The never ending trials daunt your senses, the emotional agony rips your soul. “Escape, escape!” your soul cries out. The echo rings down the corridor of black torment, enveloping all it encounters. You take a deep breath between pangs of grief, the cold sweat breaks down your back. You feel terrified and alone, much like Jesus in the Garden of Gethsemene. Your soul is exceedingly sorrowful and you want the cup to pass from you; yet you know you must continue, as escape from this trial is only achieved by breaking through it.

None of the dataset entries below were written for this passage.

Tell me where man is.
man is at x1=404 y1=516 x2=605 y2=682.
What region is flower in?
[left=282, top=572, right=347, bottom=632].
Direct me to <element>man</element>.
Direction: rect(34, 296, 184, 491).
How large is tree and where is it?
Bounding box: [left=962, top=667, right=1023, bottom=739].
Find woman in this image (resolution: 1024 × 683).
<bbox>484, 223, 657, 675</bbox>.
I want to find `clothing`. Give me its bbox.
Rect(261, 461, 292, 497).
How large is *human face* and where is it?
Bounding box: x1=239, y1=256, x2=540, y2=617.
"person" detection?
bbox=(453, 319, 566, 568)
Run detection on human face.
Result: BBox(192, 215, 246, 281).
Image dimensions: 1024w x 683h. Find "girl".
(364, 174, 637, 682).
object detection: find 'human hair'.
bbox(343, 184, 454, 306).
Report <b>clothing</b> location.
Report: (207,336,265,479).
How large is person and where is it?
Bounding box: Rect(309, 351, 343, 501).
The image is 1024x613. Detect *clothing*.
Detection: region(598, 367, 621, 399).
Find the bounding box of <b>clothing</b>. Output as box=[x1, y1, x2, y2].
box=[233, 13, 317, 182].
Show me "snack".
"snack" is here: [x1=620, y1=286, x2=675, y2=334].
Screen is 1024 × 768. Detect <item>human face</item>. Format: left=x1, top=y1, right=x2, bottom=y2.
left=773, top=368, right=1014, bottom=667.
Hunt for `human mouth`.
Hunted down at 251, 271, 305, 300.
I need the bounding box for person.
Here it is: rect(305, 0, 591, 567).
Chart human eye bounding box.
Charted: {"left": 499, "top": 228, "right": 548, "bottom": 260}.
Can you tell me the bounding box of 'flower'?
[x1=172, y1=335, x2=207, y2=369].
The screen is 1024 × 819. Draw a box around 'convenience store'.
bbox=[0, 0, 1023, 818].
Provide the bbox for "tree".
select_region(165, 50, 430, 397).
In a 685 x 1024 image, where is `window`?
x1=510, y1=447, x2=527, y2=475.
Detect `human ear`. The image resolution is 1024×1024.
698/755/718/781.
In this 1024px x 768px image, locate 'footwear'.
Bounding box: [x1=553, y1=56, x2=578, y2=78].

Thank God that most of us will never go through trials which demand and try our senses to the utmost, much like the description above. However, all of us will have to face trials and situations which demand us to make a choice: do we abandon our faith and try and go it alone, or do we cling to our faith and trust in our sovereign Lord to pull us through? For those who have faced dire circumstances—and I’m not talking a bad hair day here—it is self-evident that the most difficult thing in life is to hold on to one’s faith in the face of trials. The human nature is wired to be a crowd follower: where the wind blows, that’s where the soul goes. However, it is in having escaped the grips of a trial by tenaciously holding on to one’s convictions that releases the kingdom of God within us, and once done, the great mystery of God is no longer out of our reach.
Getting ensnared in the vortex of trial has to be one of the most taxing experiences that one can go through. During such a test, we cannot see the outcome as we are blinded by the whirling mass of problems that hem us in on all sides. We have entered the “no man’s maelstrom” which sucks us deeper into its center, permitting few to escape its wrath. The fortunate few who do become liberated from such a dilemma are the ones who release the situation over to God and trust that through His providence, all storms will eventually quiet.
Easier said than done. Yet we must hold on in such a turbulent situation. We must not lose heart when all security is gone, all sense of peace is obliterated, all sparks of hope are being doused with buckets of water. And though we want to turn the clock back to the pretrial period, we know we cannot. And though we steal a brief second during the trial to fantasize about a former time, a time when we could breathe easy, a time when life seemed to be what God had promised, a time when our senses were not so overwhelmed so as to forbid us to hear, to feel, to taste, to smell; the moment evanesces and the trial continues to pound us. We are overlooking the precipice. We are on the brink of death. All goes dark...
And then, just as God promised, on the third day, while the sun was breaking through the clouds high above, the rock rolled aside. The tomb was opened and the Christ God was risen. The pain and agony is over and the new life is begun. The escape has been negotiated and the victory is won.